Yogi in the Bathroom

They sell neti pots at Target now, but some twenty years ago when I was a young, just-out-of-college hipster living in San Francisco, there was not a yoga studio on every corner as there is now—just one every ten blocks or so. When I decided to take yoga classes to help alleviate the stress of being in charge of a room full of preschoolers all day, I chose an ashram in the Mission district. Nobody at the ashram was from India, but they had all studied there, and one of my favorite teachers—the one with the very long beard and hair and the mellow demeanor, had achieved some sort of yogi status. 

One day, after I had been taking classes there several days a week after work, for a year or so, my teacher went around our class of intermediate students and asked if there was anything specific we would like to learn. I raised my hand from my little yoga cushion and said that I would like to learn some more exercises for helping with sinus problems. (I had been having allergies and sinus headaches ever since I’d moved from my college town in Vermont to the big city.) Another girl in the class said that she’d also like to learn those exercises. Our teacher said he could hold a special advanced class and we should talk to him after class to set up a time. We did just that.

I’m not sure what I had in mind when the teacher said “special advanced class for sinus problems.” No doubt I was excited about the words “special” and “advanced.” I think I may have pictured doing more of the techniques he had already shown us—breathing exercises and massaging our sinus points, perhaps a few inverted poses to get things flowing. What I did not picture was that a few days later I would be standing in the bathroom of the ashram with my esteemed teacher and my classmate (and yes, it was crowded), watching my teacher pour a little white ceramic pot full of salt water into one nostril and then watching the liquid come out the other esteemed nostril.

I am not by nature a judgmental person, or at least I wasn’t when I was young. In fact I was very open-minded. And game. After the teacher handed us our own neti pots (new and clean), I tried it. It was a little awkward, but I got the hang of it. I remember standing in that bathroom with salty water dripping out of my nostril thinking, “This is yoga?!”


▸ Required action
Exactly as they appear, transcribe the entries and skip any pictures.
*** Data to examine
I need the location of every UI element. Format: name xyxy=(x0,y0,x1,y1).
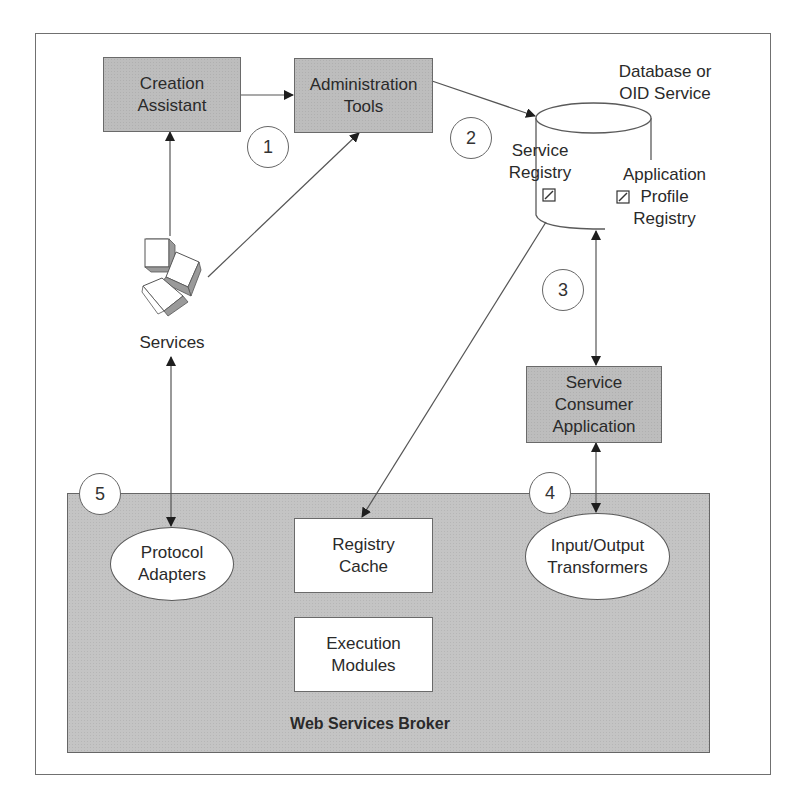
web-services-broker-label: Web Services Broker xyxy=(270,713,470,735)
service-registry-label[interactable]: Service Registry xyxy=(500,140,580,184)
service-consumer-application-label: Service Consumer Application xyxy=(552,372,635,438)
step-5-marker: 5 xyxy=(79,473,121,515)
registry-cache-box[interactable]: Registry Cache xyxy=(294,518,433,593)
creation-assistant-label: Creation Assistant xyxy=(138,73,207,117)
protocol-adapters-label: Protocol Adapters xyxy=(138,542,206,586)
step-4-marker: 4 xyxy=(529,472,571,514)
administration-tools-box[interactable]: Administration Tools xyxy=(294,58,433,133)
step-2-marker: 2 xyxy=(450,117,492,159)
database-label: Database or OID Service xyxy=(610,61,720,105)
application-profile-registry-label[interactable]: Application Profile Registry xyxy=(612,164,717,230)
step-3-marker: 3 xyxy=(542,269,584,311)
step-1-marker: 1 xyxy=(247,126,289,168)
administration-tools-label: Administration Tools xyxy=(310,74,418,118)
registry-cache-label: Registry Cache xyxy=(332,534,394,578)
creation-assistant-box[interactable]: Creation Assistant xyxy=(103,57,241,132)
input-output-transformers-ellipse[interactable]: Input/Output Transformers xyxy=(525,513,670,600)
input-output-transformers-label: Input/Output Transformers xyxy=(547,535,647,579)
service-consumer-application-box[interactable]: Service Consumer Application xyxy=(526,366,662,443)
execution-modules-label: Execution Modules xyxy=(326,633,401,677)
protocol-adapters-ellipse[interactable]: Protocol Adapters xyxy=(110,527,234,601)
services-label[interactable]: Services xyxy=(124,332,220,354)
execution-modules-box[interactable]: Execution Modules xyxy=(294,617,433,692)
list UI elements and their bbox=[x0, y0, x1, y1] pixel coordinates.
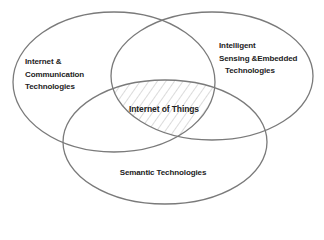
label-line: Semantic Technologies bbox=[0, 167, 324, 180]
internet-communication-label: Internet & Communication Technologies bbox=[25, 56, 84, 94]
internet-of-things-label: Internet of Things bbox=[129, 103, 199, 116]
label-line: Technologies bbox=[25, 81, 84, 94]
label-line: Technologies bbox=[219, 65, 297, 78]
label-line: Sensing &Embedded bbox=[219, 53, 297, 66]
semantic-technologies-label: Semantic Technologies bbox=[0, 167, 324, 180]
label-line: Internet of Things bbox=[129, 103, 199, 116]
label-line: Internet & bbox=[25, 56, 84, 69]
label-line: Communication bbox=[25, 69, 84, 82]
label-line: Intelligent bbox=[219, 40, 297, 53]
intelligent-sensing-label: Intelligent Sensing &Embedded Technologi… bbox=[219, 40, 297, 78]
******
▸ Solution
I need the location of every UI element. Format: name xyxy=(x0,y0,x1,y1).
web-services-broker-label: Web Services Broker xyxy=(270,713,470,735)
service-registry-label[interactable]: Service Registry xyxy=(500,140,580,184)
service-consumer-application-label: Service Consumer Application xyxy=(552,372,635,438)
step-5-marker: 5 xyxy=(79,473,121,515)
registry-cache-box[interactable]: Registry Cache xyxy=(294,518,433,593)
creation-assistant-label: Creation Assistant xyxy=(138,73,207,117)
protocol-adapters-label: Protocol Adapters xyxy=(138,542,206,586)
step-4-marker: 4 xyxy=(529,472,571,514)
administration-tools-box[interactable]: Administration Tools xyxy=(294,58,433,133)
step-2-marker: 2 xyxy=(450,117,492,159)
database-label: Database or OID Service xyxy=(610,61,720,105)
application-profile-registry-label[interactable]: Application Profile Registry xyxy=(612,164,717,230)
step-3-marker: 3 xyxy=(542,269,584,311)
step-1-marker: 1 xyxy=(247,126,289,168)
administration-tools-label: Administration Tools xyxy=(310,74,418,118)
registry-cache-label: Registry Cache xyxy=(332,534,394,578)
creation-assistant-box[interactable]: Creation Assistant xyxy=(103,57,241,132)
input-output-transformers-ellipse[interactable]: Input/Output Transformers xyxy=(525,513,670,600)
input-output-transformers-label: Input/Output Transformers xyxy=(547,535,647,579)
service-consumer-application-box[interactable]: Service Consumer Application xyxy=(526,366,662,443)
execution-modules-label: Execution Modules xyxy=(326,633,401,677)
protocol-adapters-ellipse[interactable]: Protocol Adapters xyxy=(110,527,234,601)
services-label[interactable]: Services xyxy=(124,332,220,354)
execution-modules-box[interactable]: Execution Modules xyxy=(294,617,433,692)
list UI elements and their bbox=[x0, y0, x1, y1] pixel coordinates.
label-line: Semantic Technologies bbox=[0, 167, 324, 180]
internet-communication-label: Internet & Communication Technologies bbox=[25, 56, 84, 94]
internet-of-things-label: Internet of Things bbox=[129, 103, 199, 116]
label-line: Technologies bbox=[25, 81, 84, 94]
label-line: Technologies bbox=[219, 65, 297, 78]
label-line: Sensing &Embedded bbox=[219, 53, 297, 66]
semantic-technologies-label: Semantic Technologies bbox=[0, 167, 324, 180]
label-line: Internet of Things bbox=[129, 103, 199, 116]
label-line: Internet & bbox=[25, 56, 84, 69]
label-line: Communication bbox=[25, 69, 84, 82]
label-line: Intelligent bbox=[219, 40, 297, 53]
intelligent-sensing-label: Intelligent Sensing &Embedded Technologi… bbox=[219, 40, 297, 78]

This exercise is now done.